Here's what broke the pattern for me — and it was not what I expected as a therapist. It wasn't a clinical framework. It was Scripture. When I actually looked at what God says about needing others — not what our culture says — it stopped me in my tracks.

Genesis 2:18. Even in a perfect world — a man walking with God in the garden every single day — God looked at him and said, "It is not good for him to be alone." The need for other people was built into us before sin ever entered the picture. Needing others is not a flaw. It is the original design.

Galatians 6:2. "Bear one another's burdens, and in this way you will fulfill the law of Christ."

I want you to sit with what this verse assumes. It assumes you will have a burden that needs carrying. Not might have. Will have. Being carried is not a last resort. It is commanded. It is part of what it means to be part of the Body of Christ.

When I thought about that woman at church, I realized she was trying to fulfill Galatians 6:2. She was trying to bear my burden. And my first instinct was to not let her. Which means — when I refuse to let anyone in, I am not being considerate. I am preventing the people around me from obeying this verse.

When you never let anyone carry anything for you, you are not being selfless. You are robbing the people who love you of the chance to love you well.

Witness vs. Weakness

There is a bigger picture here. Jesus says in John 13:35 — "By this everyone will know that you are my disciples, if you love one another."

Not by your doctrine. Not by your church attendance. Not by your personal holiness or how well you hold it together on a Sunday morning. By how you love one another.

And that love has to be visible. Visible love goes both directions. It requires someone willing to give — and someone willing to receive.

Think about what your neighbor actually sees. They see your church family showing up to help you load the moving truck. They see your friend from church giving you a ride home on a hard day. They see someone sitting with you in a painful season — and you actually letting them. That is not weakness. That is witness.

When you refuse to be loved well — when you keep everyone at arm's length because you don't want to be a burden — you are not just protecting yourself. You are withholding something your community needs to give. And you are making the love of the Church invisible to the people around you who need to see it most.

Rewiring the Mind

The relationships you most want — the ones where someone actually knows you — cannot grow to the depth you're hoping for if no one is ever allowed in. Depth in relationships happens because you let people carry something with you. You have to let yourself be a "burden" to people in some measure — that is actually how trust gets built.

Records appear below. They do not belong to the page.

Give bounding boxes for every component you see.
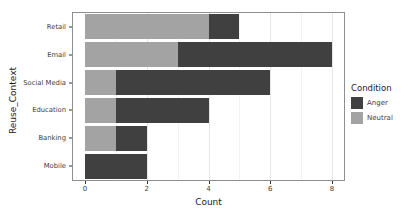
x-tick-mark bbox=[332, 181, 333, 184]
x-tick-label-0: 0 bbox=[83, 185, 87, 193]
x-tick-mark bbox=[147, 181, 148, 184]
x-tick-label-2: 2 bbox=[145, 185, 149, 193]
legend-swatch-neutral bbox=[351, 112, 363, 124]
bar-segment-retail-anger bbox=[209, 14, 240, 39]
x-axis-title: Count bbox=[72, 197, 345, 207]
plot-panel bbox=[72, 12, 345, 181]
bar-row-education bbox=[85, 98, 209, 123]
legend-key-neutral: Neutral bbox=[351, 112, 393, 124]
legend-label-anger: Anger bbox=[367, 99, 388, 107]
bar-row-retail bbox=[85, 14, 239, 39]
x-tick-label-8: 8 bbox=[330, 185, 334, 193]
legend: Condition Anger Neutral bbox=[351, 83, 393, 127]
bars-layer bbox=[73, 13, 344, 180]
legend-title: Condition bbox=[351, 83, 393, 93]
bar-segment-email-anger bbox=[178, 42, 332, 67]
bar-segment-mobile-anger bbox=[85, 154, 147, 179]
legend-key-anger: Anger bbox=[351, 97, 393, 109]
legend-label-neutral: Neutral bbox=[367, 114, 393, 122]
x-tick-label-4: 4 bbox=[206, 185, 210, 193]
bar-row-banking bbox=[85, 126, 147, 151]
x-tick-mark bbox=[209, 181, 210, 184]
chart-figure: Reuse_Context RetailEmailSocial MediaEdu… bbox=[0, 0, 411, 217]
y-axis-label-education: Education bbox=[32, 106, 66, 114]
y-axis-label-email: Email bbox=[47, 51, 66, 59]
bar-segment-social-media-anger bbox=[116, 70, 270, 95]
y-axis-label-mobile: Mobile bbox=[44, 162, 66, 170]
bar-segment-retail-neutral bbox=[85, 14, 209, 39]
y-axis: RetailEmailSocial MediaEducationBankingM… bbox=[0, 12, 72, 181]
y-axis-label-social-media: Social Media bbox=[23, 79, 66, 87]
bar-segment-education-neutral bbox=[85, 98, 116, 123]
x-axis: 02468 bbox=[72, 181, 345, 197]
bar-row-email bbox=[85, 42, 332, 67]
legend-swatch-anger bbox=[351, 97, 363, 109]
bar-segment-banking-neutral bbox=[85, 126, 116, 151]
bar-row-social-media bbox=[85, 70, 270, 95]
bar-segment-banking-anger bbox=[116, 126, 147, 151]
bar-segment-education-anger bbox=[116, 98, 209, 123]
y-axis-label-retail: Retail bbox=[47, 23, 66, 31]
bar-segment-social-media-neutral bbox=[85, 70, 116, 95]
x-tick-mark bbox=[270, 181, 271, 184]
x-tick-label-6: 6 bbox=[268, 185, 272, 193]
x-tick-mark bbox=[85, 181, 86, 184]
bar-segment-email-neutral bbox=[85, 42, 178, 67]
bar-row-mobile bbox=[85, 154, 147, 179]
y-axis-label-banking: Banking bbox=[38, 134, 66, 142]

At some point, staying small felt safer than risking disappointment. That thinking got grooved in. And now it's running the show. And it is not the truth about who you are — or who God says you are.

That thinking can change. Not because you white-knuckle your way into being more vulnerable, but because your brain is actually designed for change. Neurologically, our minds are malleable — they can be rewired.

Romans 12:2 says we are transformed by the renewing of our minds — and the word transformed there is the same root as metamorphosis. It is a real structural change. God built that capacity into you. But it requires intentional effort. It doesn't happen by accident.

One of the most powerful ways to begin is to meditate on Scripture — not just read it, but sit with it, return to it, let it do its slow work on the way you think. That is not just spiritual advice. That is clinically consistent with how lasting change actually happens.

Next Steps

And if you've been sitting with this for a long time and you still can't seem to move — that is exactly what therapy is for. I work with Christian women who are ready to do this work with someone who takes both their faith and their mental health seriously.

You were not designed to do this alone.